If that ain’t a prayer, I don’t know what is! It was extraordinary being on stage with my father and doing that dialogue with him, and thinking of Frankie’s death… It was as if Beckett gave my father a voice, in a weird way. Through Beckett’s language, somehow, there was a little bit of closure on the death of Frankie. There was a feeling of transcendence. And this is what I think the issue of Arts and Spirituality is all about: both are about trying to address the moments of transcendence in our life.
I had a drinking problem all this time, and it too can be dated back to Frankie’s death. On the day of Frankie’s funeral, I drank whiskey for the first time, and I remember the feeling it gave me –wow! I fell in love with whiskey. It became a huge problem for me, right through my twenties and thirties – as much a psychological as a physical problem. Brendan Kennelly once said to me, “Drink makes your heart grow old”. That’s exactly what it does – it makes an old person out of a young person. You lose your spirit. Whiskey is uisce beatha, the water of life; but that’s exactly what it steals from you, the water of your life, your spirit. Luckily, a man I knew saw the trouble I was in, grabbed me and said, “You need help”. And he brought me to Alcoholics Anonymous and I haven’t looked back. I got the message really quickly.

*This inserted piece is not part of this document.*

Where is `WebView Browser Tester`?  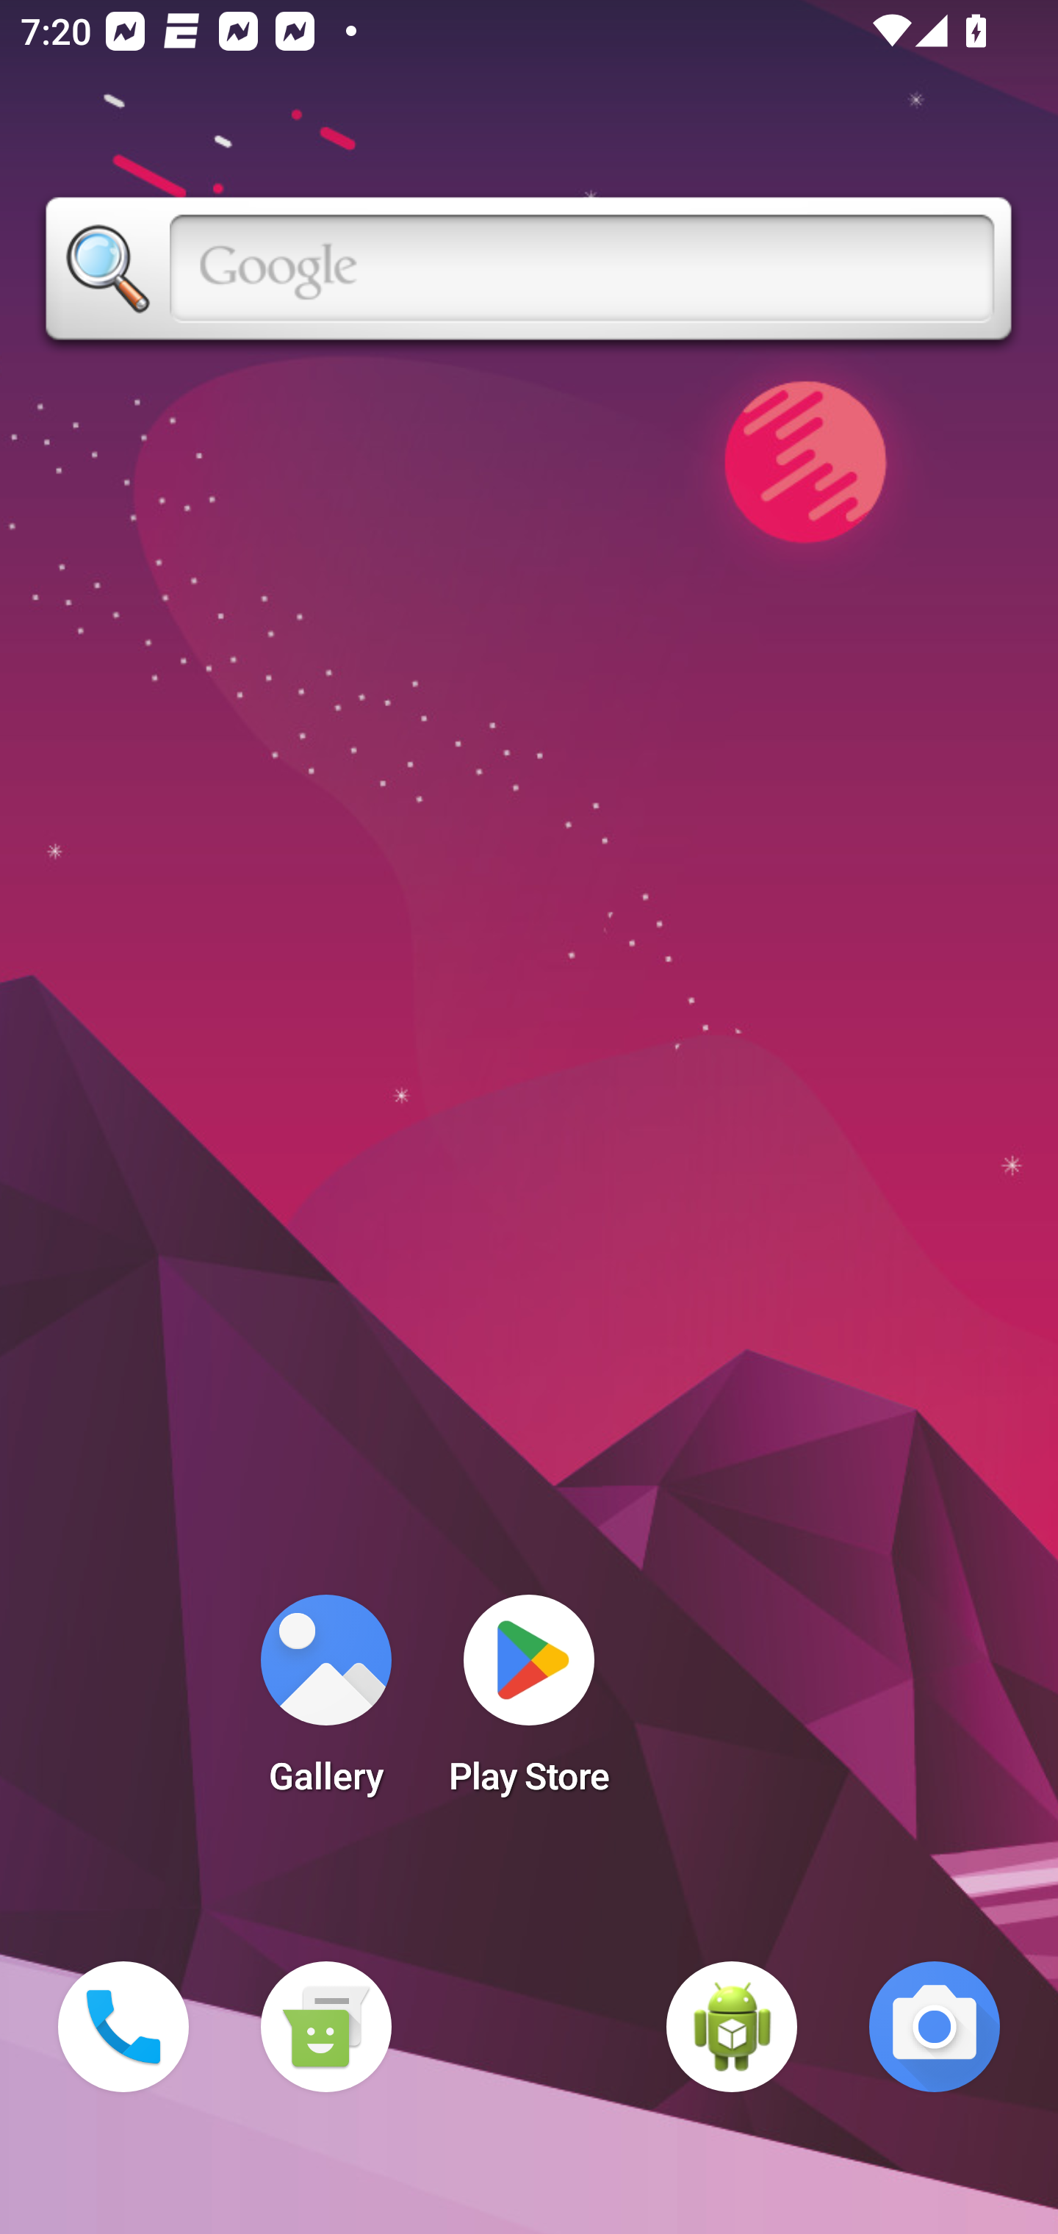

But when I stopped drinking I knew Frankie was still a huge issue for me, an unresolved issue in my soul. In September 1990, I went to Austin, Texas, to direct a play called Translations by Brian Friel. It’s a very spiritual play, about language and the relationship of language to the soul of a people, about the problem for us Irish people with this new language, English. This was fascinating, but at that time I was grappling with my own problem. Thirteen months after getting sober and Frankie was all I could think about. When the rehearsals were over, I’d go into the green room and start crying. For three days I cried – for hours each day, non stop. I’d just cry, “Frankie, Frankie, Frankie, Frankie…”. And all the terrible thoughts which had been there since Frankie’s death came out. Was it my fault? Would it have been better if he had lived and I had died instead? Maybe I had done something wrong. Or maybe we hadn’t been holy enough as a family and we were being punished – and somehow I was part of the punishment.

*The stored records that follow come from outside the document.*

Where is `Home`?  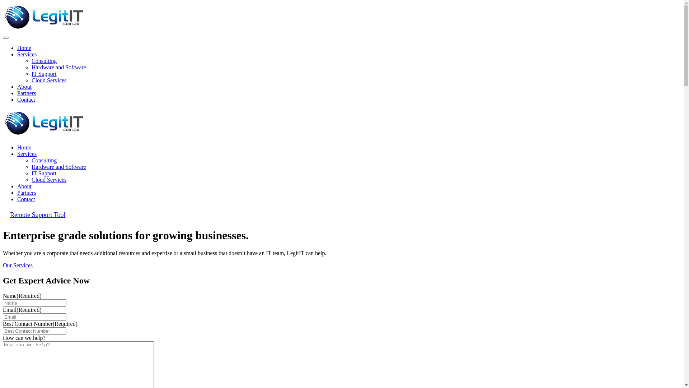
Home is located at coordinates (24, 48).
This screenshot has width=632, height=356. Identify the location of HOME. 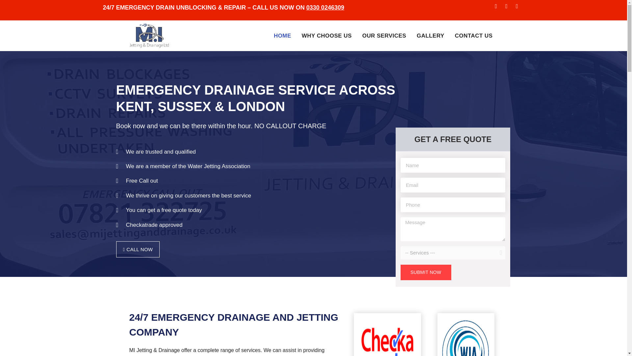
(283, 36).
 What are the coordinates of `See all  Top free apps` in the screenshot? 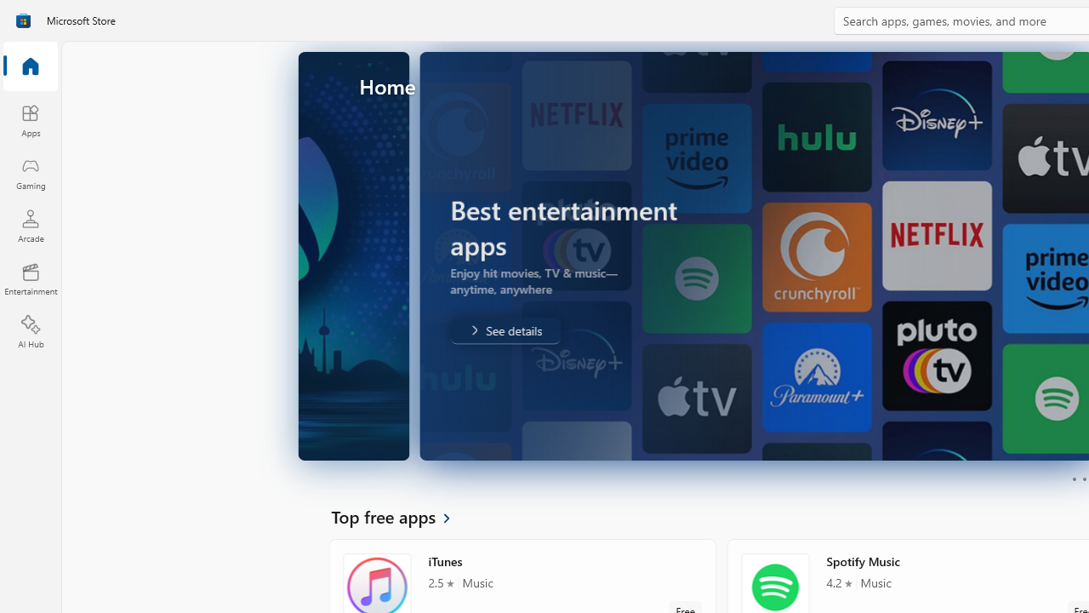 It's located at (401, 516).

I was carrying all this shit and drivel around with me for so long. Now I was letting go. Now I was having a moment of spiritual awakening. I begged God to lift this weight from me. I couldn’t cope with it anymore. I implored the higher power to help me, and the higher power did what I asked. Suddenly, after these three days of crying and weeping and trying to write a bit, I felt something shift. Something happened. It’s like Beckett says: ‘Something happens in the world, a breath, something takes place’. So that was my moment of spiritual awakening.
Over the following years my journey was about getting properly in touch with this God, this higher power, and learning that the God of my childhood, the punishing monster who kills your ten-year-old brother – isn’t God at all! God is benevolent, kind. God looks out for me, cares about me, is concerned. I have a personal relationship with this God, I can actually ask him things, I can share my vulnerabilities with him. He isn’t waiting to clobber me over the head, as the God of my childhood had been. So now words like ‘grace’ started to mean something to me. I started plugging into completely different parts of my brain or my psyche than I had before. And I started reading authors in a different way. I saw things I hadn’t seen before. I could sometimes intuit things about them and their work. “I know what they’re saying,” I’d think; “I recognise the pain.”